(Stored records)
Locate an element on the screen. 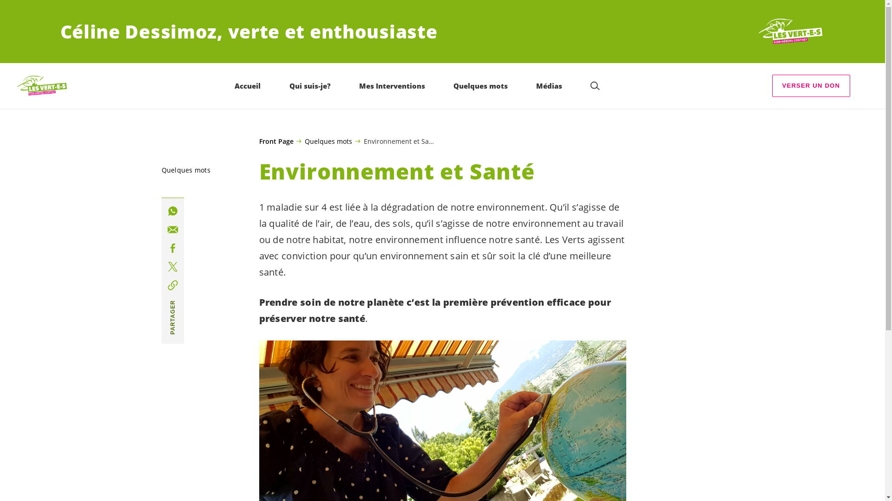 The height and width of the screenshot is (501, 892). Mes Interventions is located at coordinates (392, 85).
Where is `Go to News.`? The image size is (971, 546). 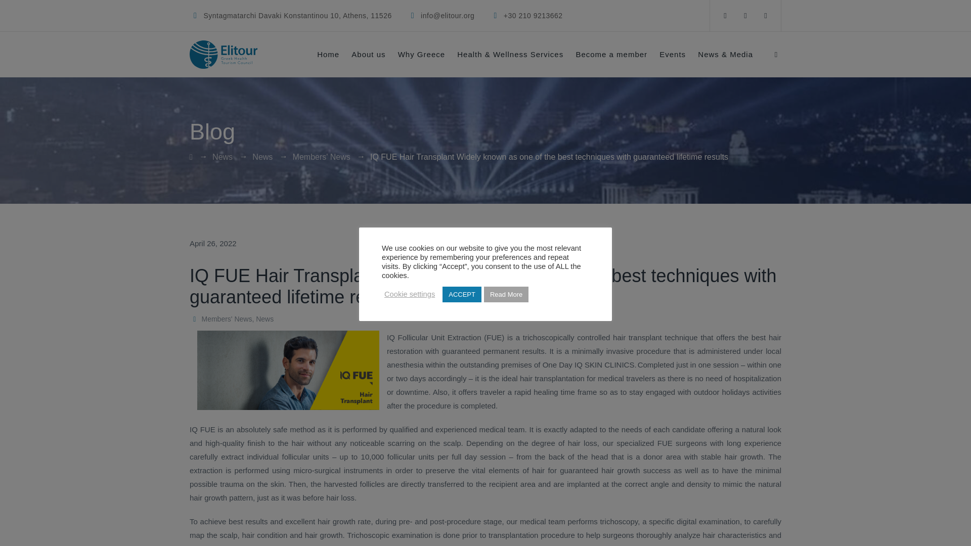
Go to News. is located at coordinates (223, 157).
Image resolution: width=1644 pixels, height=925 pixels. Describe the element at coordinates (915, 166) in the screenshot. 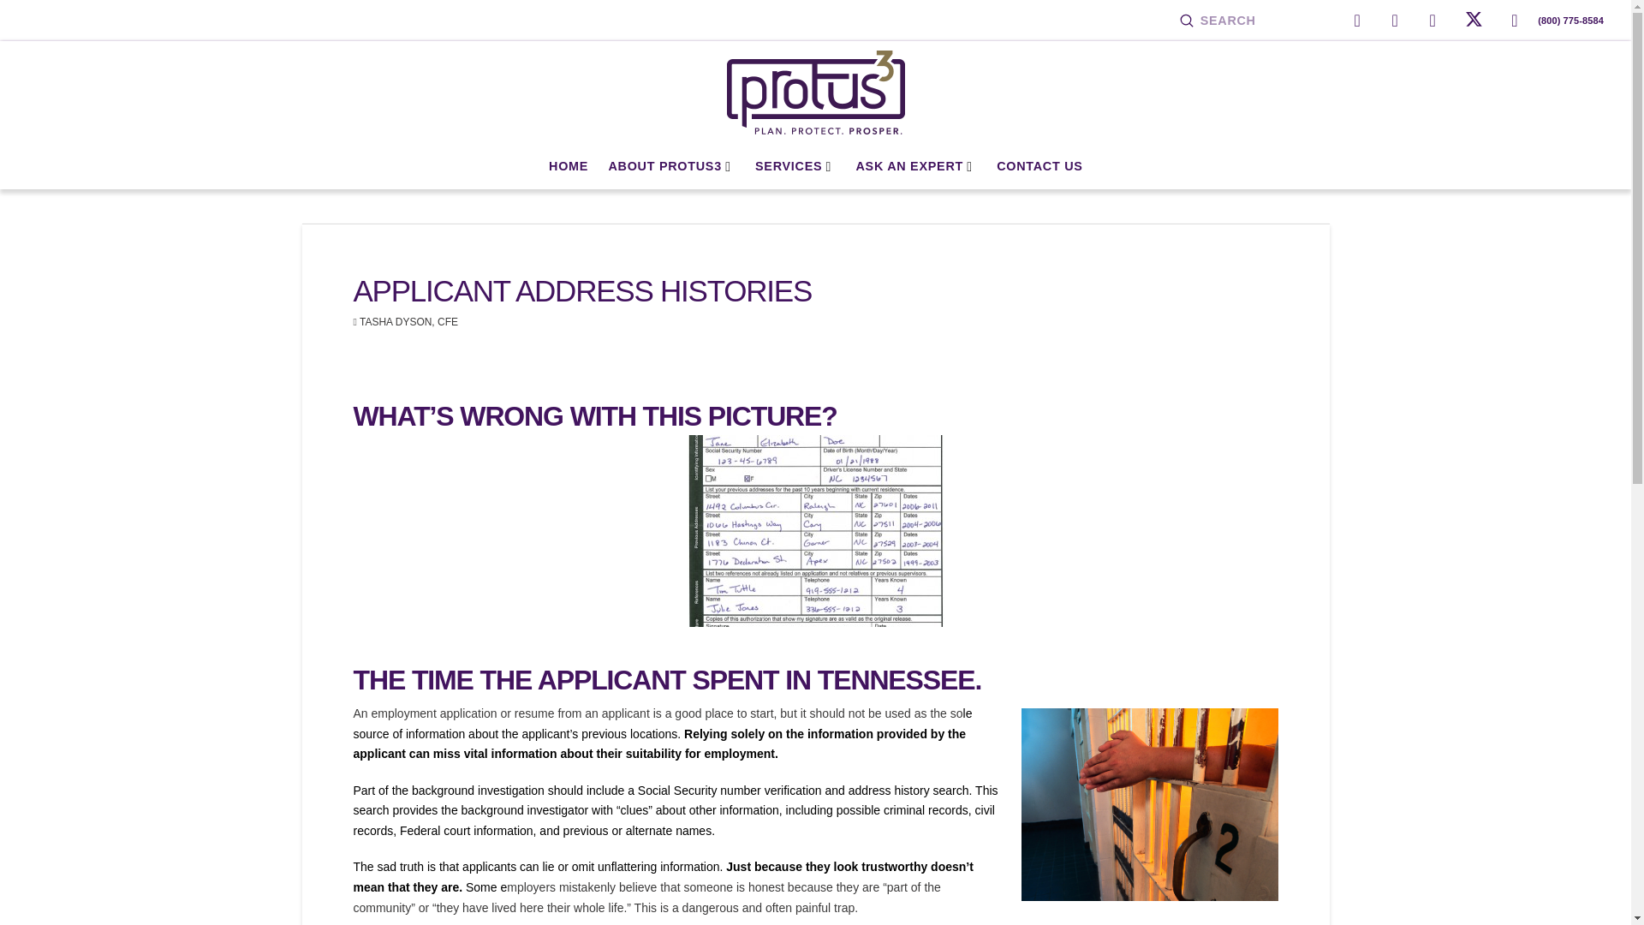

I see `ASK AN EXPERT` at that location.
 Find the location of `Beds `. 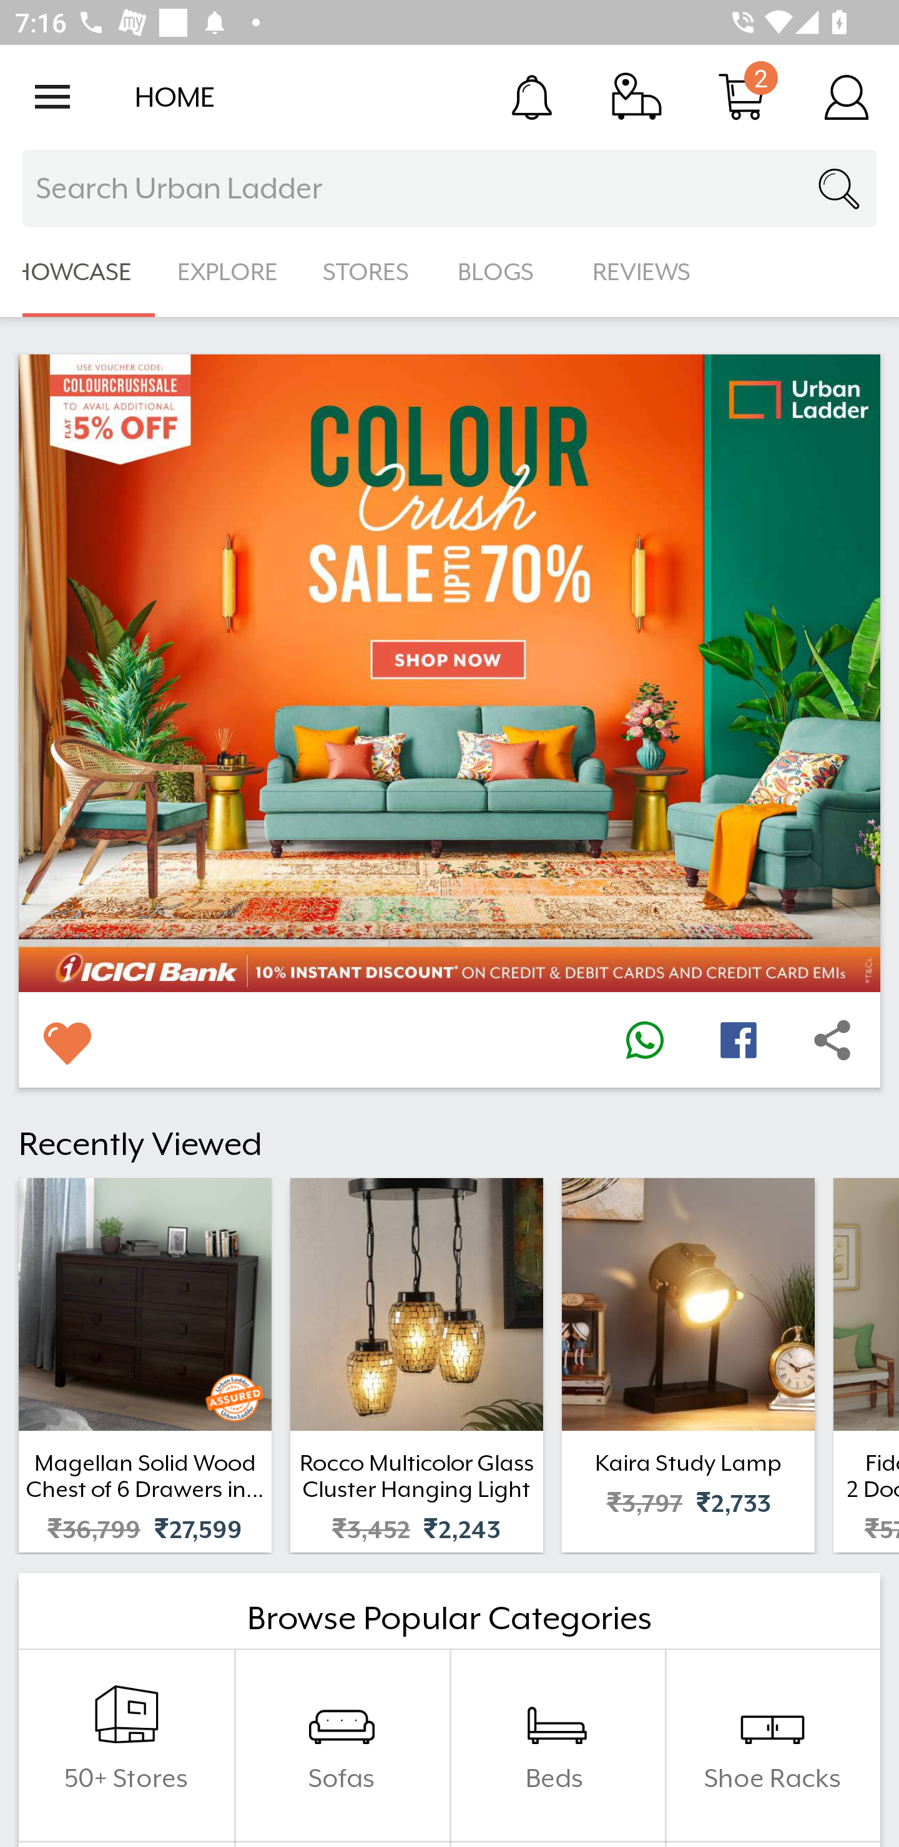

■ Exercise:
Your task is to retype the lines running from the one that contains "is (971, 546)." through the end of the records, and nothing else. Pictures are not part of the copy.

■ Result of the exercise:
Where is `Go to News.`? The image size is (971, 546). 
Go to News. is located at coordinates (223, 157).
Image resolution: width=1644 pixels, height=925 pixels. Describe the element at coordinates (915, 166) in the screenshot. 

I see `ASK AN EXPERT` at that location.
 Find the location of `Beds `. 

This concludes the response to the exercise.